A few men shouldered their way toward him, identifying themselves as sergeants captured during a foraging expedition near Ramla in December. Gesturing at the others, they said these were men taken during the siege of Acre, unlucky pilgrims, and local Syrians.

“All Christians, though, my lord, even the ones who follow the Greek Church,” one of the sergeants assured him. “We’ve been held in Jerusalem, forced to labor for the infidels, digging ditches and strengthening the city walls. They no longer needed us for that and we were being taken to Egypt to be sold in the slave markets there. . . .” His voice thickened. “I admit I’d given up hope. But God had not forsaken us. . . .” He choked up then, unable to continue, and Richard raised a hand for silence.

“I do not understand why you were not taken into the castle.
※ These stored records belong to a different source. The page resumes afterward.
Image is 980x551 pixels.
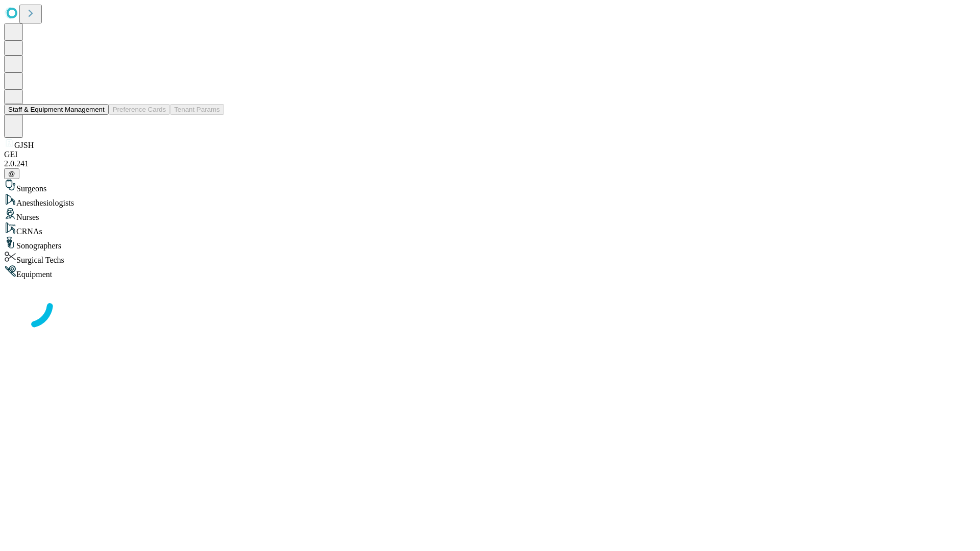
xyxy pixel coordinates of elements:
[4,236,976,250] div: Sonographers
[4,265,976,279] div: Equipment
[4,104,108,115] button: Staff & Equipment Management
[4,222,976,236] div: CRNAs
[108,104,170,115] button: Preference Cards
[4,179,976,194] div: Surgeons
[8,170,15,178] span: @
[4,168,19,179] button: @
[4,150,976,159] div: GEI
[4,194,976,207] div: Anesthesiologists
[4,207,976,222] div: Nurses
[4,159,976,168] div: 2.0.241
[170,104,224,115] button: Tenant Params
[4,250,976,265] div: Surgical Techs
[15,141,34,149] span: GJSH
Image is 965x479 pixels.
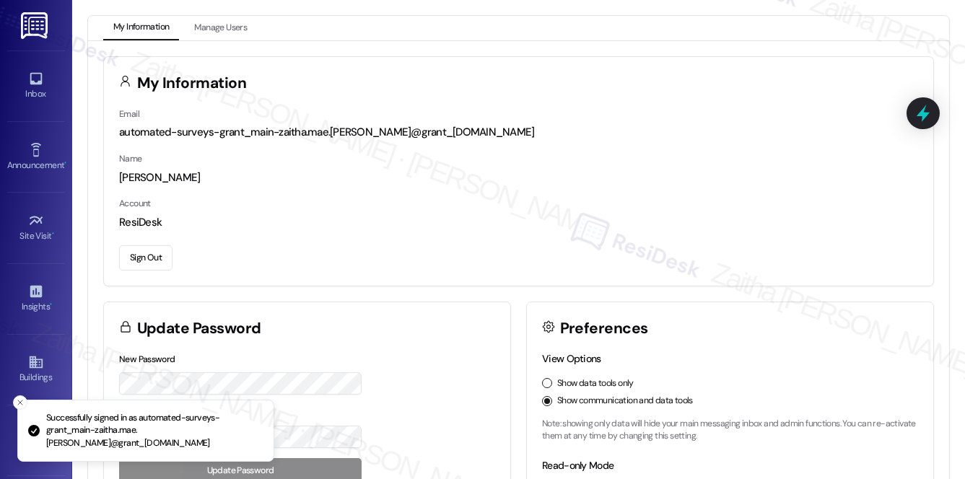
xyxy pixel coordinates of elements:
label: Email [119,108,139,120]
a: Leads [7,422,65,461]
label: Show communication and data tools [557,395,693,408]
div: [PERSON_NAME] [119,170,918,186]
p: Note: showing only data will hide your main messaging inbox and admin functions. You can re-activ... [542,418,918,443]
div: automated-surveys-grant_main-zaitha.mae.[PERSON_NAME]@grant_[DOMAIN_NAME] [119,125,918,140]
label: New Password [119,354,175,365]
h3: Preferences [560,321,648,336]
p: Successfully signed in as automated-surveys-grant_main-zaitha.mae.[PERSON_NAME]@grant_[DOMAIN_NAME] [46,412,262,451]
a: Buildings [7,350,65,389]
a: Inbox [7,66,65,105]
label: Name [119,153,142,165]
a: Site Visit • [7,209,65,248]
label: Read-only Mode [542,459,614,472]
h3: Update Password [137,321,261,336]
span: • [64,158,66,168]
div: ResiDesk [119,215,918,230]
label: Show data tools only [557,378,634,391]
button: My Information [103,16,179,40]
button: Manage Users [184,16,257,40]
label: View Options [542,352,601,365]
img: ResiDesk Logo [21,12,51,39]
button: Close toast [13,396,27,410]
h3: My Information [137,76,247,91]
span: • [52,229,54,239]
label: Account [119,198,151,209]
a: Insights • [7,279,65,318]
button: Sign Out [119,245,173,271]
span: • [50,300,52,310]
How did you get away from your guards?”

“It was because of you, sire.” Richard knew this new speaker was a soldier, too, just by the look of him; he bore too many visible scars to be a civilian. He’d obviously been a prisoner for some time, for he was noticeably thinner than the sergeants captured near Ramla. But his smile was bright enough to rival the sun. “They recognized your banner, came racing back into camp screaming,
‘Malik Ric! Malik Ric!’
The next thing we knew, most of our guards bolted. They mounted their horses and fled into the castle, leaving us to fend for ourselves. You ought to have heard what the other Saracens called them, the ones who had the guts to stay and fight you!” He laughed hoarsely, and gratefully accepted a wineskin from one of the knights. “So we ran—stumbled is more like it—and took shelter in the church, where some of us were able to cut our bonds.”
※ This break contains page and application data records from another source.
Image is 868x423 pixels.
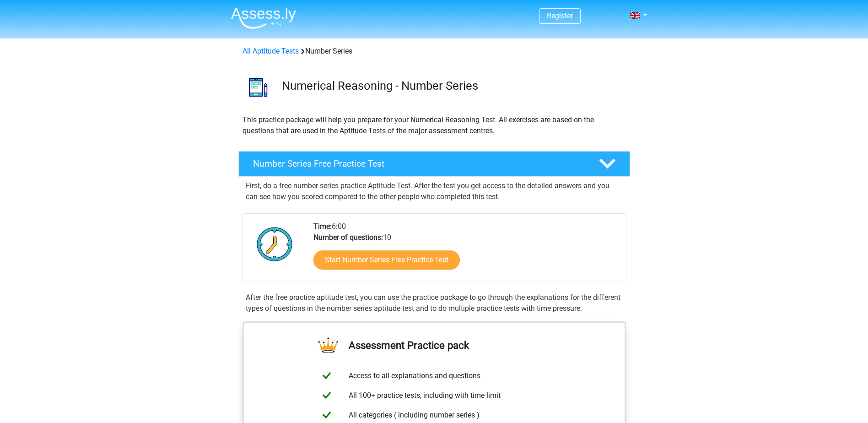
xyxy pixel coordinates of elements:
div: Number Series [239,46,630,57]
a: Number Series Free Practice Test [235,151,634,177]
p: First, do a free number series practice Aptitude Test. After the test you get access to the detai... [246,180,622,203]
img: number series [239,68,278,107]
a: Register [547,12,573,21]
div: 6:00 10 [306,221,625,281]
img: Assessly [231,7,297,28]
div: After the free practice aptitude test, you can use the practice package to go through the explana... [242,292,626,314]
a: Start Number Series Free Practice Test [313,251,460,269]
b: Time: [313,222,332,231]
img: Clock [251,221,297,267]
p: This practice package will help you prepare for your Numerical Reasoning Test. All exercises are ... [243,115,626,136]
b: Number of questions: [313,233,383,242]
h4: Number Series Free Practice Test [253,159,584,169]
a: All Aptitude Tests [243,47,298,56]
h3: Numerical Reasoning - Number Series [282,78,622,93]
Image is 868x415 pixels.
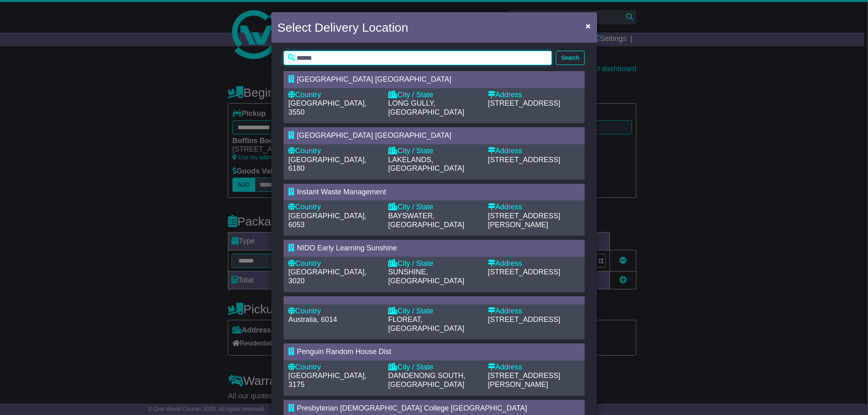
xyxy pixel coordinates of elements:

Others were pressing forward, eager to tell their stories, too, to bear witness. Many of them were weeping joyfully and it proved contagious; some of the knights had begun to tear up, too. Henri shoved his way to Richard’s side, unashamedly swiping at his eyes with the back of his hand. He was not surprised to see that his uncle was one of the few not overcome with emotion. He’d beckoned to several of the
turcopoles
, was instructing them to take word back to Ascalon that they’d be returning with twenty Saracen captives, some wounded knights, and at least a thousand freed prisoners, so they’d need horses and carts sent out to meet them. Turning toward Henri, he said, “I want to get us away from the castle ere some of those fugitive guards have second thoughts and decide they’d rather face me than explain their flight to Saladin.”
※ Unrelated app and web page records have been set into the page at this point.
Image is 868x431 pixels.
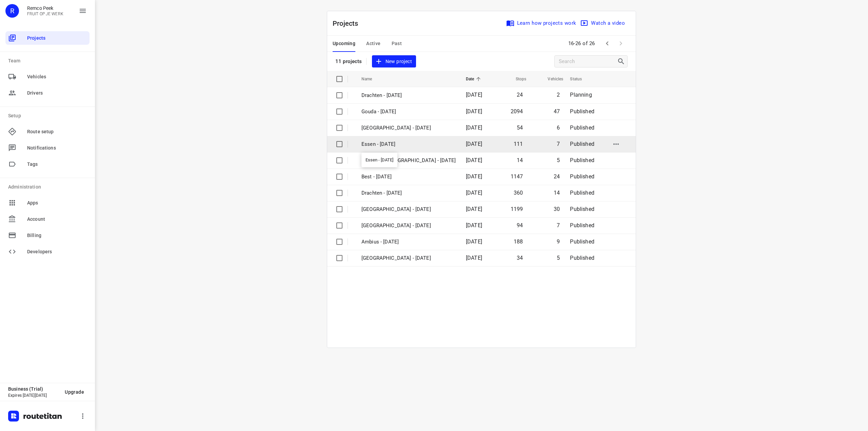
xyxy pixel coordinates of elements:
[27,128,87,136] span: Route setup
[514,238,523,245] span: 188
[361,91,456,99] p: Drachten - Thursday
[361,75,381,83] span: Name
[466,91,482,98] span: [DATE]
[59,386,90,398] button: Upgrade
[27,144,87,152] span: Notifications
[372,55,416,68] button: New project
[8,183,90,191] p: Administration
[361,206,456,213] p: Zwolle - Wednesday
[557,141,560,147] span: 7
[27,34,87,42] span: Projects
[570,222,595,229] span: Published
[570,75,591,83] span: Status
[466,255,482,261] span: [DATE]
[8,386,59,392] p: Business (Trial)
[557,157,560,164] span: 5
[466,222,482,229] span: [DATE]
[517,157,523,164] span: 14
[5,196,90,210] div: Apps
[554,190,560,196] span: 14
[367,39,380,48] span: Active
[557,222,560,229] span: 7
[376,57,412,66] span: New project
[466,206,482,213] span: [DATE]
[8,393,59,398] p: Expires [DATE][DATE]
[392,39,402,48] span: Past
[361,255,456,262] p: Gemeente Rotterdam - Monday
[361,108,456,116] p: Gouda - Wednesday
[361,157,456,164] p: Gemeente Rotterdam - Wednesday
[361,173,456,181] p: Best - Wednesday
[65,390,84,395] span: Upgrade
[466,238,482,245] span: [DATE]
[570,206,595,213] span: Published
[335,59,362,64] p: 11 projects
[361,222,456,230] p: Gemeente Rotterdam - Tuesday
[27,161,87,168] span: Tags
[570,108,595,115] span: Published
[517,125,523,131] span: 54
[570,157,595,164] span: Published
[5,4,19,18] div: R
[517,255,523,261] span: 34
[466,125,482,131] span: [DATE]
[5,213,90,226] div: Account
[27,248,87,256] span: Developers
[570,141,595,147] span: Published
[361,238,456,246] p: Ambius - Monday
[557,255,560,261] span: 5
[466,157,482,164] span: [DATE]
[466,75,483,83] span: Date
[466,174,482,180] span: [DATE]
[617,57,627,66] div: Search
[27,90,87,97] span: Drivers
[333,39,356,48] span: Upcoming
[554,206,560,213] span: 30
[554,108,560,115] span: 47
[507,75,527,83] span: Stops
[27,74,87,80] span: Vehicles
[554,174,560,180] span: 24
[8,57,90,64] p: Team
[570,190,595,196] span: Published
[557,125,560,131] span: 6
[5,229,90,242] div: Billing
[614,37,628,50] span: Next Page
[361,189,456,197] p: Drachten - Wednesday
[570,174,595,180] span: Published
[511,206,523,213] span: 1199
[511,108,523,115] span: 2094
[27,216,87,223] span: Account
[5,86,90,100] div: Drivers
[5,245,90,259] div: Developers
[600,37,614,50] span: Previous Page
[557,91,560,98] span: 2
[514,190,523,196] span: 360
[517,91,523,98] span: 24
[466,190,482,196] span: [DATE]
[27,199,87,207] span: Apps
[466,141,482,147] span: [DATE]
[5,141,90,155] div: Notifications
[566,36,598,51] span: 16-26 of 26
[361,124,456,132] p: Antwerpen - Wednesday
[8,112,90,120] p: Setup
[27,11,63,16] p: FRUIT OP JE WERK
[5,70,90,83] div: Vehicles
[570,91,592,98] span: Planning
[27,5,63,11] p: Remco Peek
[557,238,560,245] span: 9
[361,140,456,148] p: Essen - [DATE]
[517,222,523,229] span: 94
[5,31,90,45] div: Projects
[466,108,482,115] span: [DATE]
[570,255,595,261] span: Published
[514,141,523,147] span: 111
[5,157,90,171] div: Tags
[539,75,564,83] span: Vehicles
[333,18,364,29] p: Projects
[511,174,523,180] span: 1147
[5,125,90,138] div: Route setup
[570,238,595,245] span: Published
[27,232,87,239] span: Billing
“What an amazing day, Uncle.” Henri was so exhilarated that he embraced the older man exuberantly, undeterred by the fact that they both were splattered with blood and mud. “I was so happy when Acre fell, but I think this is an even more glorious victory. When I’m an old man, I’ll be bouncing my grandsons on my knee and boring them to tears as I relate yet again the story of the great Dārūm rescue!”

Richard glanced at Henri, then at the jubilant men still clustered around them. “It was a good day’s work,” he acknowledged. “But do you know why we were successful?”

To the freed prisoners, it was a puzzling question, for they thought the answer was obvious—God had wrought a miracle on their behalf. Richard’s knights agreed with them, although they felt they’d also benefited from the growing legend of
Malik Ric
. But when they said as much, Richard shook his head.